In short this can be done by either a console or a PC, because the entire game world would have to be streamed. But you'd be limited to an always online game. I'm a little surprised that they havent shown a single bit of animation so far. I know their engine is capable of traditional polygon rendering...But so far, nothing moving, which is a little disappointing. Hopefully they'll show it in their next video like they've said.
I can see a game use this technology, but i'd be very surprised if it ever catches on beyond two or three titles.
This video didn't add any new information to what we already know from their previous videos.
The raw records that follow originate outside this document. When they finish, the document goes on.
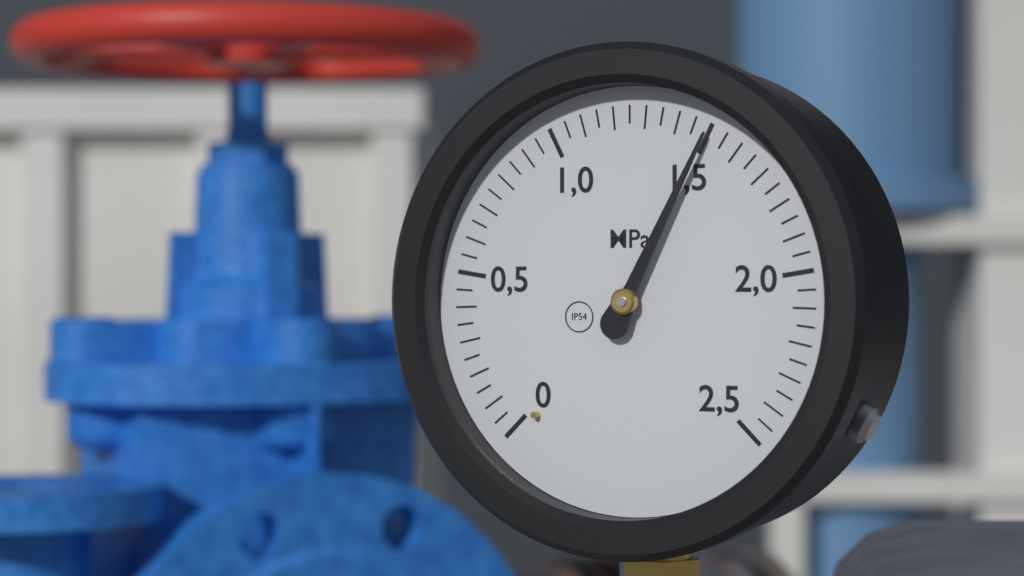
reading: 1.50 MPa
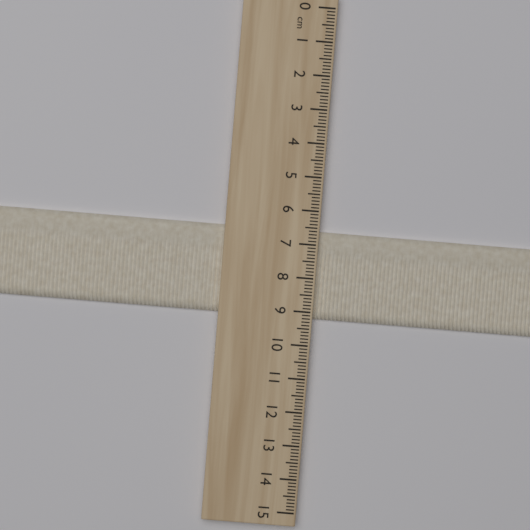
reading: 9.2 cm
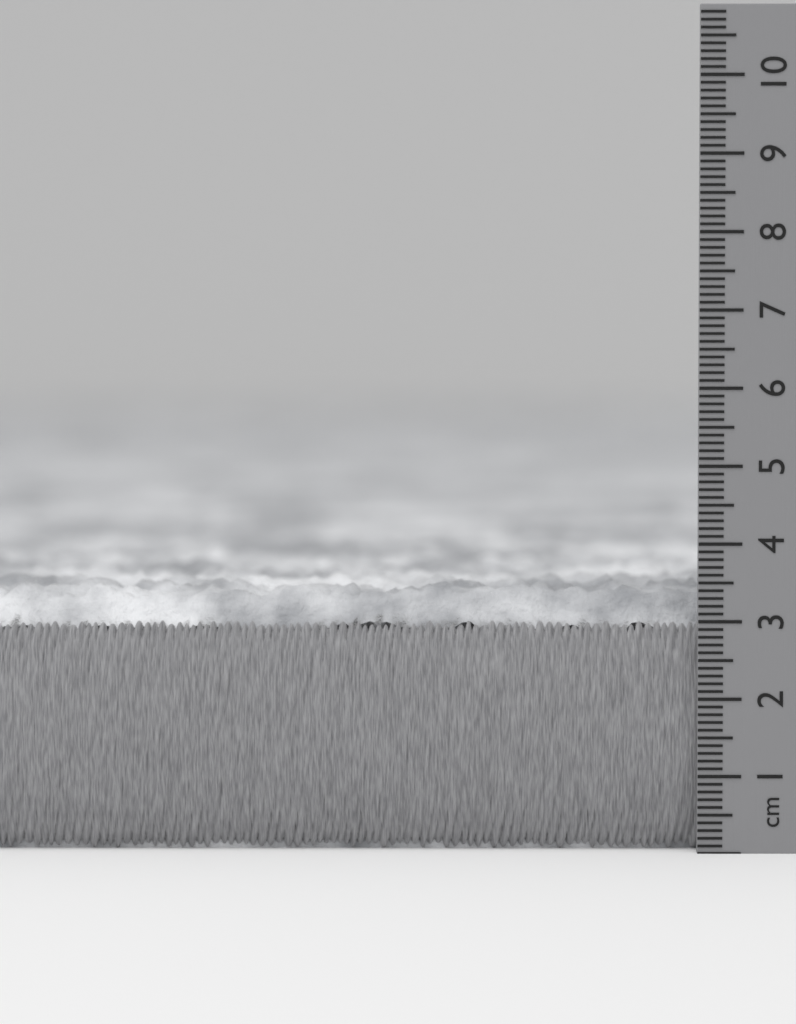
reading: 3.5 cm
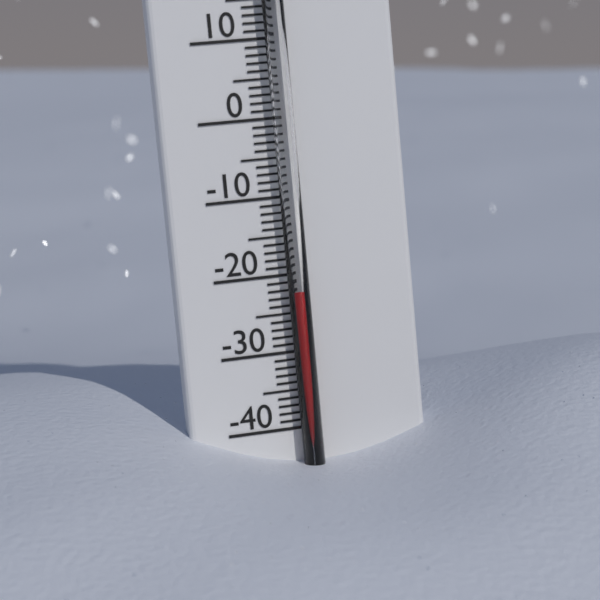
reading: -22 °C
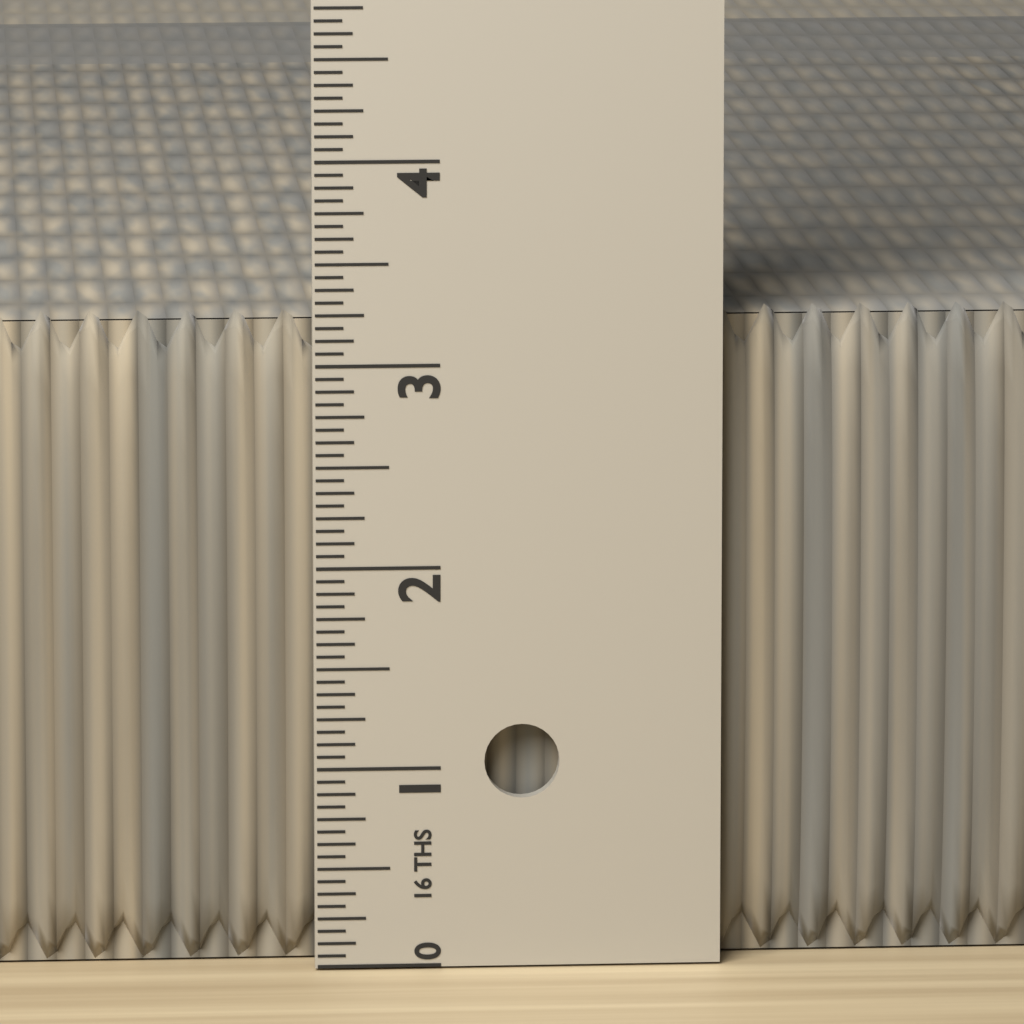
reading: 3.2500 in
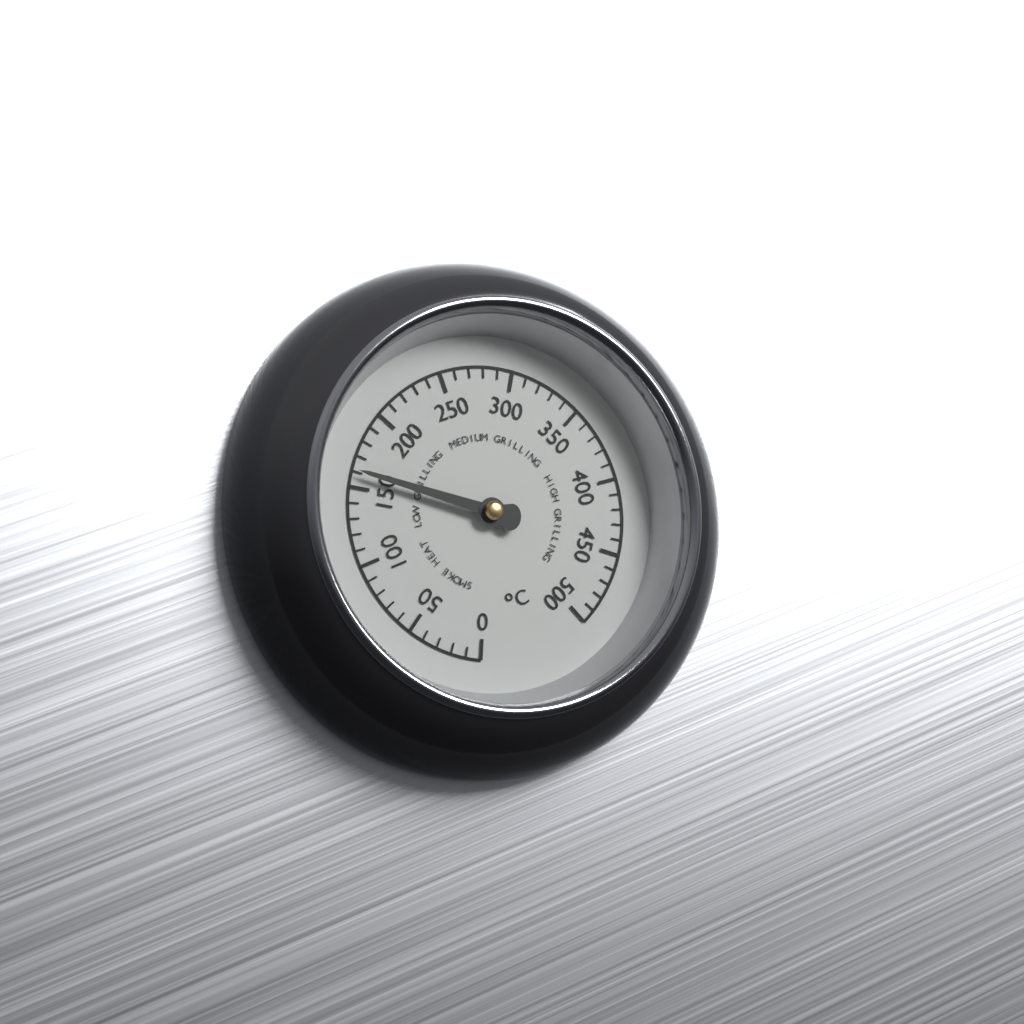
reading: 160 °C
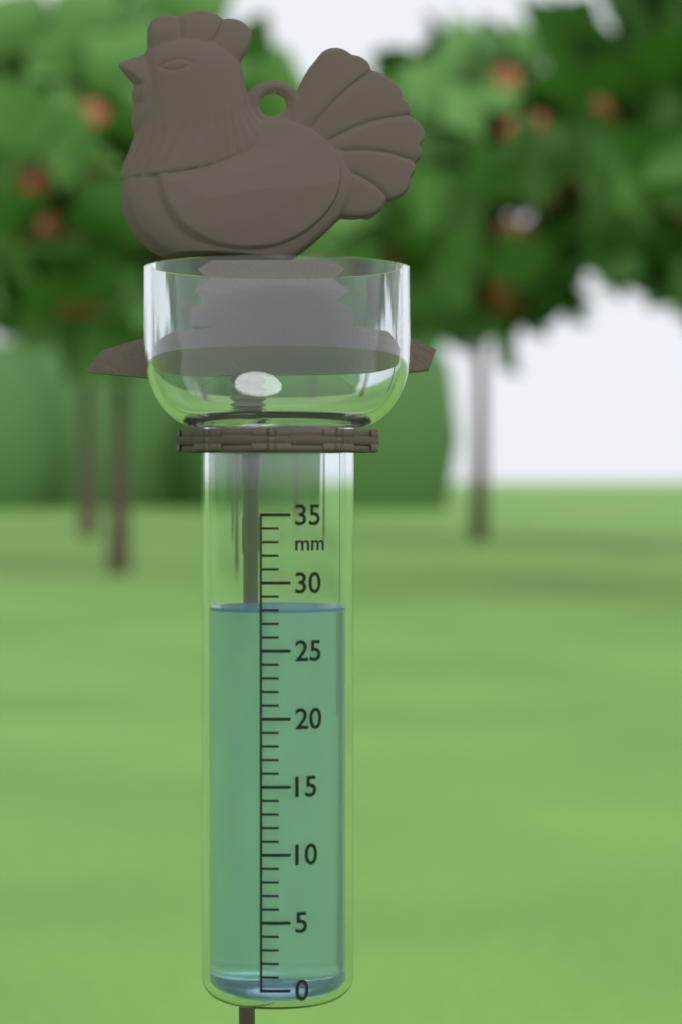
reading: 28 mm
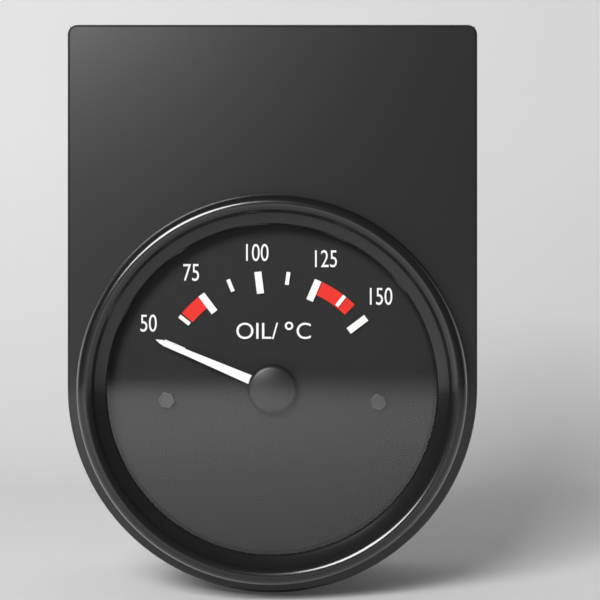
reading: 50.0 °C
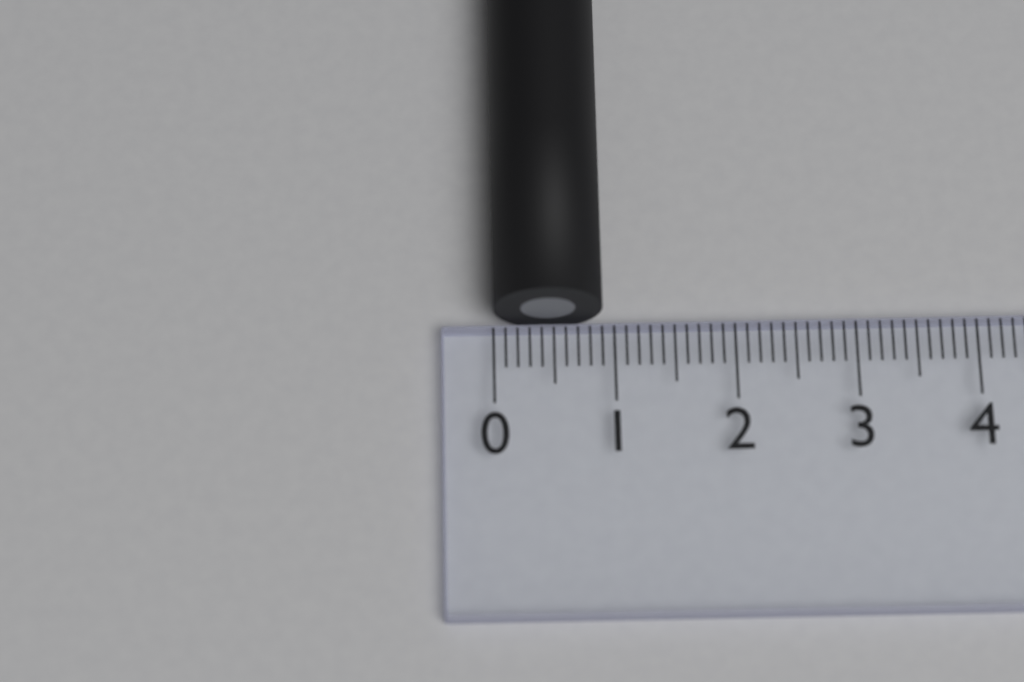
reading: 0.9 (no unit)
There are already games using laser scanned assets - The Disappearance of Ethan Carter for example uses many laser scanned models, such as rocks and trees. that's how it achieves such a natural look.
As for Euclidean, it's pretty simple - show us a working game with physics, animation and interactive environments that uses this tech and looks life-like and I'll be convinced. Until then it's just hot air.
What is this guy talking about, that didn't look like the real world at all....nonsense.
That was pretty much my thought the first time he called it real life ;)
it's a scam, saw this same thing 4 years ago from the same idiots.
i dunno, during my Com Sci masters it was discussed that the way we currently render games is "Outdated (focus on Polygons) ... but seeing as the only to major players in graphics cards use this method and will likely not change (because they have no reason to) we won't see voxel based or any other potentially superior methods.
@Mystery_Writer:
It is all about lighting. You can have characters made up of billions of polygons, but if the lighting can't react like it does in the real-world then those high-poly characters won't be fully utilized. Real-Time Ray Tracing is really the only option for true realism, but it's extremely resource heavy. Probably would take a 10 Tflop GPU for real-time ray tracing to be practical.
already knew the guy was trying to trick you when he was showing the "real world" footage because everything looked too perfect and fake like plastic. Not impressive really. Many of the edges on concrete and stuff were so sharp too they look like they can slice you. FFXV graphics look more life-like to be honest.